By
Dana A. Kuhn
July 13, 2017 at 5:00 am ET
For more than 100 years, charitable organizations — and the American capacity for charitable giving — have formed a critical part of this country’s backbone. Charities help shift onerous social and healthcare costs away from taxpayers while improving, and often saving, lives — a service that is even more critical now that Congress is proposing deep cuts to government-funded health care programs.
According to Giving USA, in 2015 charitable organizations saved the federal government $358 billion – $2.9 billion of which went to human service organizations. Nowhere is the power of charitable giving more apparent than in healthcare.
Health insurers are increasingly raising premiums (into the double digits) and patient out-of-pocket costs (by at least $1,000) placing the insurance coverage necessary to manage chronic and life-threatening conditions — including cancer, HIV/AIDS, hemophilia, and others — out of reach for many Americans.
When medication becomes too expensive, patients often forego necessary treatments, leading to deteriorating health outcomes and even death. Many of these patients become too ill to regularly attend work, resulting in unemployment and loss of insurance, while others resort to government programs or visit hospitals for primary care, which drives up uncompensated care costs ultimately paid for by American taxpayers.
Thankfully, there are charitable organizations across the country that exist precisely to create a temporary safety net for these patients so that they don’t have to bear the financial, legal, emotional and potential mortality burdens associated with their conditions alone. Non-profit patient assistance programs help as many as three-quarters of a million Americans in dire need cover the costs of their life-saving and life-sustaining treatments and services — all without costing the government a dime.
Yet a misguided federal rule is jeopardizing this life-saving assistance.

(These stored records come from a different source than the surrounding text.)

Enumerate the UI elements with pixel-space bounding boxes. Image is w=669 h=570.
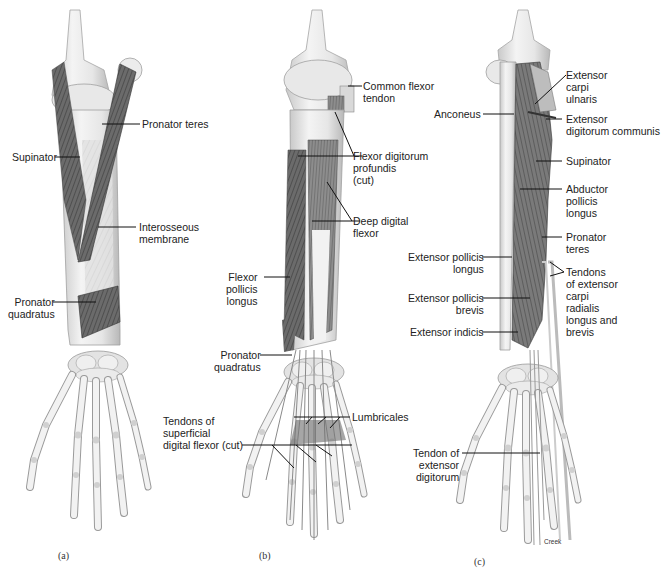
panel-a: [30, 10, 148, 527]
label-flexor-digitorum-profundis: Flexor digitorum profundis (cut): [353, 150, 428, 186]
label-supinator-a: Supinator: [12, 151, 57, 163]
label-pronator-teres-a: Pronator teres: [142, 118, 209, 130]
label-pronator-teres-c: Pronator teres: [566, 231, 606, 255]
label-interosseous-membrane: Interosseous membrane: [139, 221, 199, 245]
label-pronator-quadratus-a: Pronator quadratus: [8, 296, 55, 320]
label-extensor-indicis: Extensor indicis: [410, 326, 484, 338]
panel-letter-b: (b): [259, 550, 271, 561]
label-pronator-quadratus-b: Pronator quadratus: [214, 349, 261, 373]
panel-letter-c: (c): [474, 556, 485, 567]
artist-credit: Creek: [544, 538, 561, 545]
label-lumbricales: Lumbricales: [352, 411, 409, 423]
panel-b: [246, 10, 364, 540]
label-tendons-superficial-digital-flexor: Tendons of superficial digital flexor (c…: [163, 415, 243, 451]
label-tendon-extensor-digitorum: Tendon of extensor digitorum: [413, 447, 459, 483]
label-flexor-pollicis-longus: Flexor pollicis longus: [226, 271, 258, 307]
label-anconeus: Anconeus: [434, 108, 481, 120]
label-common-flexor-tendon: Common flexor tendon: [363, 80, 434, 104]
label-tendons-extensor-carpi-radialis: Tendons of extensor carpi radialis longu…: [566, 266, 618, 338]
label-extensor-digitorum-communis: Extensor digitorum communis: [566, 113, 660, 137]
label-abductor-pollicis-longus: Abductor pollicis longus: [566, 183, 608, 219]
label-extensor-pollicis-longus: Extensor pollicis longus: [408, 251, 484, 275]
label-extensor-pollicis-brevis: Extensor pollicis brevis: [408, 292, 484, 316]
label-extensor-carpi-ulnaris: Extensor carpi ulnaris: [566, 69, 607, 105]
label-deep-digital-flexor: Deep digital flexor: [353, 215, 408, 239]
panel-letter-a: (a): [58, 550, 69, 561]
label-supinator-c: Supinator: [566, 155, 611, 167]
panel-c: [460, 10, 578, 545]
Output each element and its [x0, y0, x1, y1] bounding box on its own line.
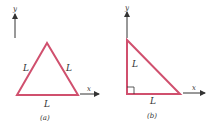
- diagram-canvas: y x L L L (a) y x L L (b): [0, 0, 210, 129]
- side-label-base: L: [149, 96, 156, 106]
- side-label-right: L: [65, 63, 72, 73]
- x-axis-label: x: [87, 85, 91, 93]
- side-label-vertical: L: [131, 59, 138, 69]
- x-axis-label: x: [192, 84, 196, 92]
- panel-caption: (b): [147, 112, 157, 120]
- side-label-left: L: [22, 63, 29, 73]
- panel-b: y x L L (b): [124, 4, 205, 120]
- y-axis-label: y: [124, 4, 130, 12]
- panel-a: y x L L L (a): [12, 5, 99, 122]
- y-axis-label: y: [12, 5, 18, 13]
- side-label-base: L: [43, 99, 50, 109]
- panel-caption: (a): [40, 114, 50, 122]
- right-angle-marker: [127, 87, 134, 94]
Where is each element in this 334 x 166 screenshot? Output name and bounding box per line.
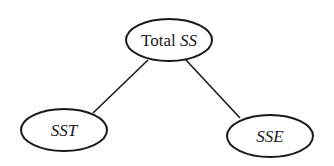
- ss-decomposition-diagram: Total SS SST SSE: [0, 0, 334, 166]
- node-total-ss: Total SS: [126, 19, 212, 61]
- edge-total-to-sse: [186, 60, 240, 118]
- node-sst-label: SST: [51, 121, 79, 140]
- edge-total-to-sst: [93, 60, 148, 113]
- node-sse-label: SSE: [256, 127, 284, 146]
- node-sse: SSE: [227, 115, 313, 157]
- node-total-ss-label: Total SS: [141, 31, 197, 50]
- edges: [93, 60, 240, 118]
- node-sst: SST: [21, 109, 107, 151]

Since 2014, a federal policy issued by the Centers for Medicare and Medicaid Services has allowed insurers to deny health coverage to many of the nation’s sickest patients simply because they receive assistance from charities.
Currently, health insurers in 41 states are citing this policy to refuse coverage to patients who benefit from premium and copay charity assistance, unnecessarily putting countless American lives at risk.
Without charity assistance programs, patients with expensive conditions would be forced to try to enroll in public healthcare programs like Medicaid, which will likely undergo deep cuts under new national healthcare legislation. If our nation’s most vulnerable patients cannot access the care that they need help from charities, and public health care funds become increasingly scarce, they will be left with nowhere to turn.
Fortunately, new opportunities are on the horizon for lawmakers to step in and end this harmful rule once and for all. In May, 184 bipartisan members of Congress — 40 percent of the U.S. House of Representatives — sent a letter to Department of Health and Human Services Secretary Tom Price urging an administrative fix for the CMS rule. Short of an administrative fix, Rep. Kevin Cramer (R-N.D.) is expected to introduce new legislation in the coming months to modify CMS’ policy.
When I founded Patient Services Inc., I thought it would be a temporary solution to help families get the healthcare they needed until the government and industry found a sustainable solution to rising health costs. Unfortunately, that was nearly 30 years ago — costs continue to go up, all while the lives of patients hang in the balance.
In the absence of a long-term solution to address rising healthcare costs, and potential cuts to Medicaid looming, policymakers must ensure that non-profit charities can continue to help as many patients as possible.
Dana A. Kuhn is the founder and president of Patient Services Inc., a nonprofit patient assistance organization based in Midlothian, Va.